The Anti-Defamation League of B’nai B’rith has located and interviewed two victims of Belgian Nazi war criminal Robert Jean Verbelen — who the agency revealed in December was employed by U.S. Army Counter Intelligence (CIC) after World War II.
The two, former U.S. Army Air Corps pilot Eugene Dingledine, now 64, of Washington, III. and ex-Belgian resistance fighter Jean Meysman, now 76, of Asse, Belgium, were interviewed in Illinois and in Belgium by ADL staff. They described how a group of Belgian Nazis captured and bear them — and a second American military officer — after storming their Belgian farmhouse hideout in August, 1944. The two Americans were then incarcerated in Nazi prison camps. Verbelen was convicted three years later by a Belgian court of 67 war crimes charges, including those stemming from the incident.
Justin Finger, director of ADL’s civil rights division, said ADL has turned over the information gathered from Dingledine and Meysman to the Justice Department’s Office of Special Investigations which is looking into the Verbelen case.
ADL’s documentation that American authorities had hired the Nazi war criminal was given to the Justice Department in December. Those materials were obtained by ADL from U.S. government documents under the Freedom of Information Act, from trial records of the Belgian government and from other sources.
In calling for an investigation of Verbelen’s recruitment, his nine-year employment (1947-56) in Vienna by the CIC, and how he escaped from Belgium to Austria and wasiable to obtain Austrian citizenship, ADL described Verbelen’s employment by the U.S. as “a second Klaus Barbie case.” The Justice Department confirmed last August that Barbie, the “butcher of Lyons” who sent thousands to their deaths in World War II, had been employed by American authorities.
DESCRIBES BRUTAL BEATINGS
According to ADL, Dingledine and the other American, Lt. D’Nuncio Streett, were shot down over Belgium, May 1, 1944, while on a mission to bomb railroad yards in Metz, France. Finger said ADL has also obtained a letter written by Streett in 1945 describing the beatings he had received. Verbelen was sentenced to death in absentia by the Belgian court in 1947 for crimes involving mass murders, the killing of Jews, betrayal of Belgian resistance fighters, as well as torturing the two Americans. Now 72, Verbelen resides in Vienna.
Dingledine told ADL that he and his crew, including Streett, had parachuted to safety after their B-17 Flying Fortress was shot down. They buried their chutes and obtained civilian clothing from Belgians who came to their assistance. Moving from place to place to evade, capture, they took shelter with different Belgian families for approximately three weeks at a time.
During the summer of 1944, Dingledine and Streett hid with Meysman, who was an activist in the Belgian resistance, for two months before being captured.
In his 1945 letter, Streett said that they were seized after a “short-lived struggle” and were “terribly beaten following the siege.” He further wrote that “horrible and indescribable beatings were given to Jean Meysman. Before our very eyes, he was brutally beaten and so many guns fired promiscuously that we left Jan Meysman for dead. We met him … beaten to a pulp … Later I received somewhat the same treatment, but certainly not half as much as that given to Jean.”

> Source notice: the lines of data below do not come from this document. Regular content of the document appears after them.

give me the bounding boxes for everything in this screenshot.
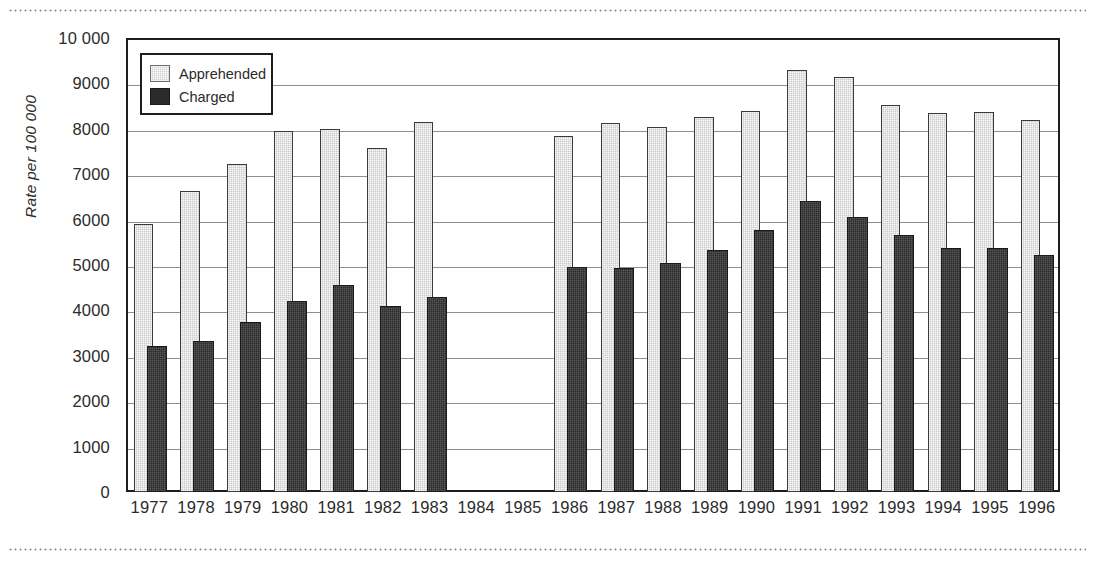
x-axis-tick-label: 1981 — [317, 498, 355, 517]
gridline — [128, 358, 1058, 359]
y-axis-tick-label: 7000 — [72, 165, 110, 184]
gridline — [128, 312, 1058, 313]
x-axis-tick-label: 1982 — [364, 498, 402, 517]
x-axis-tick-label: 1992 — [831, 498, 869, 517]
y-axis-tick-label: 8000 — [72, 119, 110, 138]
y-axis-tick-labels: 10 0009000800070006000500040003000200010… — [0, 38, 118, 492]
gridline — [128, 403, 1058, 404]
x-axis-tick-label: 1979 — [224, 498, 262, 517]
x-axis-tick-label: 1988 — [644, 498, 682, 517]
gridline — [128, 176, 1058, 177]
legend-swatch-apprehended-icon — [150, 65, 170, 82]
x-axis-tick-label: 1977 — [131, 498, 169, 517]
x-axis-tick-label: 1989 — [691, 498, 729, 517]
y-axis-tick-label: 0 — [101, 483, 110, 502]
legend-label-charged: Charged — [179, 89, 235, 105]
legend-swatch-charged-icon — [150, 88, 170, 105]
gridline — [128, 449, 1058, 450]
bottom-dotted-divider — [8, 548, 1086, 551]
top-dotted-divider — [8, 9, 1086, 12]
x-axis-tick-label: 1980 — [271, 498, 309, 517]
x-axis-tick-label: 1993 — [878, 498, 916, 517]
x-axis-tick-label: 1984 — [457, 498, 495, 517]
chart-legend: Apprehended Charged — [140, 53, 273, 115]
y-axis-tick-label: 6000 — [72, 210, 110, 229]
y-axis-tick-label: 4000 — [72, 301, 110, 320]
x-axis-tick-label: 1995 — [971, 498, 1009, 517]
x-axis-tick-label: 1986 — [551, 498, 589, 517]
x-axis-tick-label: 1978 — [177, 498, 215, 517]
x-axis-tick-label: 1996 — [1018, 498, 1056, 517]
legend-label-apprehended: Apprehended — [179, 66, 266, 82]
y-axis-tick-label: 1000 — [72, 437, 110, 456]
chart-figure: Rate per 100 000 10 00090008000700060005… — [0, 0, 1104, 565]
legend-item-charged: Charged — [150, 85, 271, 108]
legend-item-apprehended: Apprehended — [150, 62, 271, 85]
y-axis-tick-label: 3000 — [72, 346, 110, 365]
gridline — [128, 131, 1058, 132]
gridline — [128, 267, 1058, 268]
y-axis-tick-label: 9000 — [72, 74, 110, 93]
x-axis-tick-label: 1994 — [924, 498, 962, 517]
x-axis-tick-label: 1987 — [598, 498, 636, 517]
x-axis-tick-label: 1985 — [504, 498, 542, 517]
x-axis-tick-label: 1983 — [411, 498, 449, 517]
y-axis-tick-label: 10 000 — [58, 29, 110, 48]
y-axis-tick-label: 5000 — [72, 256, 110, 275]
x-axis-tick-label: 1991 — [784, 498, 822, 517]
y-axis-tick-label: 2000 — [72, 392, 110, 411]
x-axis-tick-labels: 1977197819791980198119821983198419851986… — [126, 498, 1060, 526]
x-axis-tick-label: 1990 — [738, 498, 776, 517]
gridline — [128, 222, 1058, 223]
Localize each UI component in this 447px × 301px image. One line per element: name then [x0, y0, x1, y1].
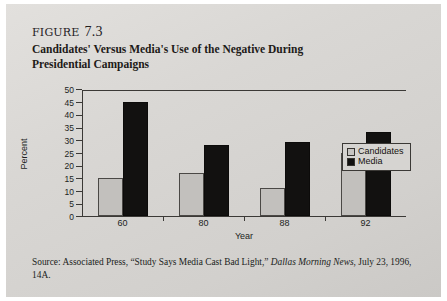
- y-tick-label: 20: [65, 161, 74, 171]
- y-tick-label: 40: [65, 110, 74, 120]
- legend-item-media: Media: [347, 157, 404, 166]
- y-tick-label: 45: [65, 98, 74, 108]
- source-caption: Source: Associated Press, “Study Says Me…: [32, 256, 424, 282]
- y-tick-label: 0: [69, 212, 74, 222]
- source-prefix: Source: Associated Press, “Study Says Me…: [32, 257, 271, 267]
- legend-item-candidates: Candidates: [347, 147, 404, 156]
- legend-label-candidates: Candidates: [358, 147, 404, 156]
- bar-candidates-80: [179, 173, 204, 216]
- y-axis: 05101520253035404550: [46, 90, 82, 217]
- legend-label-media: Media: [358, 157, 383, 166]
- bar-group: [83, 91, 164, 216]
- y-tick-label: 25: [65, 149, 74, 159]
- y-tick-label: 15: [65, 174, 74, 184]
- figure-label-word: figure: [32, 22, 80, 40]
- legend-swatch-media-icon: [347, 158, 355, 166]
- figure-label: figure 7.3: [32, 24, 422, 40]
- figure-page: figure 7.3 Candidates' Versus Media's Us…: [6, 4, 441, 297]
- chart-legend: Candidates Media: [342, 143, 411, 171]
- y-tick-label: 10: [65, 187, 74, 197]
- y-axis-title: Percent: [19, 138, 29, 169]
- figure-header: figure 7.3 Candidates' Versus Media's Us…: [32, 24, 422, 72]
- bar-media-88: [285, 142, 310, 216]
- bar-candidates-60: [98, 178, 123, 216]
- bar-group: [164, 91, 245, 216]
- x-axis-labels: 60808892: [82, 218, 406, 228]
- x-tick-label: 60: [82, 218, 163, 228]
- y-tick-label: 35: [65, 123, 74, 133]
- bar-group: [245, 91, 326, 216]
- x-axis-title: Year: [82, 231, 406, 241]
- y-tick-label: 5: [69, 199, 74, 209]
- bar-media-60: [123, 102, 148, 216]
- legend-swatch-candidates-icon: [347, 148, 355, 156]
- x-tick-label: 92: [325, 218, 406, 228]
- y-tick-label: 30: [65, 136, 74, 146]
- bar-candidates-88: [260, 188, 285, 216]
- bar-media-80: [204, 145, 229, 216]
- y-tick-label: 50: [65, 85, 74, 95]
- x-tick-label: 88: [244, 218, 325, 228]
- source-publication: Dallas Morning News: [271, 257, 354, 267]
- x-tick-label: 80: [163, 218, 244, 228]
- figure-number: 7.3: [85, 24, 103, 39]
- figure-title: Candidates' Versus Media's Use of the Ne…: [32, 42, 332, 72]
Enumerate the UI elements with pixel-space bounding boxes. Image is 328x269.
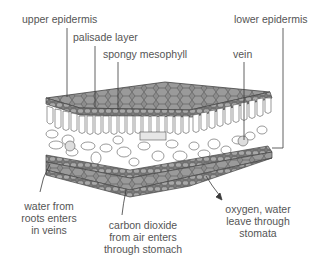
- label-carbon-dioxide: carbon dioxide from air enters through s…: [100, 219, 186, 255]
- label-palisade-layer: palisade layer: [73, 31, 138, 43]
- vein-left: [65, 141, 75, 151]
- label-upper-epidermis: upper epidermis: [22, 13, 97, 25]
- label-oxygen-water: oxygen, water leave through stomata: [220, 203, 296, 239]
- label-spongy-mesophyll: spongy mesophyll: [103, 48, 187, 60]
- label-water: water from roots enters in veins: [18, 200, 80, 236]
- label-lower-epidermis: lower epidermis: [234, 13, 308, 25]
- vein-right: [238, 136, 248, 146]
- label-vein: vein: [233, 48, 252, 60]
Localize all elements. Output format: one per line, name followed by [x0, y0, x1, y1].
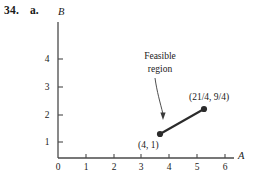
data-point-4-1	[157, 131, 163, 137]
annotation-arrow-shaft	[155, 78, 163, 114]
figure-container: 34. a. B A 0 1 2 3 4 5 6 1 2 3 4 Feasibl…	[0, 0, 260, 185]
annotation-arrow-head	[160, 113, 165, 120]
data-point-21over4-9over4	[201, 106, 207, 112]
feasible-segment-line	[160, 109, 204, 134]
plot-area	[0, 0, 260, 185]
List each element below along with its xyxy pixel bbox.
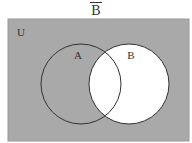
set-a-label: A xyxy=(74,49,82,61)
set-b-label: B xyxy=(127,49,134,61)
venn-diagram: B U A B xyxy=(0,0,192,143)
diagram-title: B xyxy=(91,3,100,18)
universe-label: U xyxy=(17,26,25,38)
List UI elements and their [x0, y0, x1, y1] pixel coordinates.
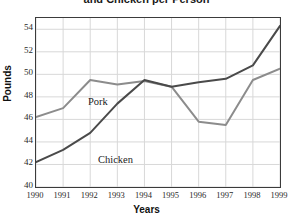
- line-chart-figure: and Chicken per Person Pounds 4042444648…: [0, 0, 293, 223]
- y-tick-label: 44: [3, 135, 33, 145]
- chart-title: and Chicken per Person: [0, 0, 293, 5]
- x-tick-label: 1999: [262, 190, 293, 200]
- x-axis-title: Years: [0, 204, 293, 215]
- y-tick-label: 42: [3, 157, 33, 167]
- vertical-gridlines: [36, 18, 280, 187]
- x-axis-tick-labels: 1990199119921993199419951996199719981999: [35, 190, 281, 204]
- y-tick-label: 46: [3, 112, 33, 122]
- plot-area: Pork Chicken: [35, 17, 281, 188]
- y-tick-label: 50: [3, 67, 33, 77]
- y-tick-label: 40: [3, 180, 33, 190]
- horizontal-gridlines: [36, 29, 280, 187]
- y-tick-label: 54: [3, 22, 33, 32]
- y-tick-label: 52: [3, 45, 33, 55]
- series-label-pork: Pork: [88, 96, 108, 107]
- plot-canvas: [36, 18, 280, 187]
- y-tick-label: 48: [3, 90, 33, 100]
- series-label-chicken: Chicken: [98, 154, 133, 165]
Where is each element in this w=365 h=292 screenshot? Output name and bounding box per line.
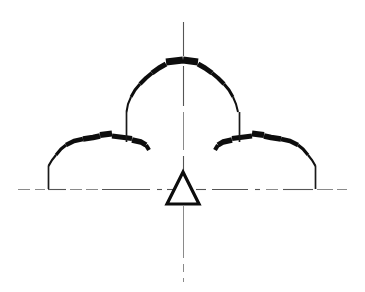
left-arch-right-haunch [112,136,132,139]
left-arch-crown-approach [83,136,100,139]
left-arch-crown [100,134,112,136]
page-background [0,0,365,292]
dome-apex-left [166,60,183,62]
technical-drawing-canvas: Symmetric arched structure cross-section… [0,0,365,292]
right-arch-crown-approach [264,136,281,139]
right-arch-left-haunch [232,136,252,139]
right-arch-terminal [215,145,218,150]
drawing-svg [0,0,365,292]
left-arch-terminal [146,145,149,150]
right-arch-crown [252,134,264,136]
dome-apex-right [183,60,198,62]
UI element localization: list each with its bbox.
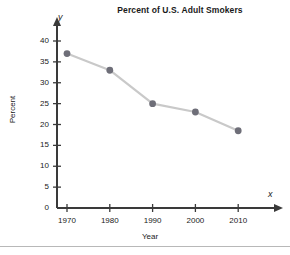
- data-point: [64, 50, 71, 57]
- axis-lines: [53, 17, 283, 212]
- chart-figure: Percent of U.S. Adult Smokers y x Percen…: [0, 0, 290, 255]
- data-point: [192, 109, 199, 116]
- data-point: [149, 100, 156, 107]
- data-point: [106, 67, 113, 74]
- footer-divider: [0, 246, 290, 247]
- data-line: [67, 54, 238, 131]
- data-point: [235, 127, 242, 134]
- plot-area: [0, 0, 290, 255]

Dingledine told ADL that he and Streett were interrogated in a separate room from Meysman. There, he said, they were “kicked and hit with a revolver.”
After their incarceration in a prison for Belgian resistance fighters, Dingledine and Streett were sent to a series of prison camps and eventually received POW treatment towards the end of the war. Dingledine said he and his comrade were “forced marched” approximately 120 miles from a camp at Nuremburg to one at Moosberg, from which they were liberated by Allied forces in April, 1945.
In November of that year, Streett was discharged from the Air Corps and wrote the letter dated November 29, 1945, describing his wartime experiences. Addressed to a Belgian official, the letter urged that Meysman be formally commended for “the services he gave so willingly and so bravely to the Allied cause.” In his interview with AD L, Meysman displayed a letter of gratitude from President Dwight D. Eisenhower.
Verbelen was a leader during World War II of the Flemish Nazi group Der Vlag (The Flag). The records show that he was hired in 1955 as an agent of Austria’s state police and four years later was granted Austrian citizenship.
In 1965, he was tried and acquitted by an Austrian court on war crimes charges, on grounds that he was simply following orders promulgated by the German occupation government. This triggered sharp protests in Belgium as well as in other nations. Finger noted that neither Dingledine nor Meysman was called to testify at the trial.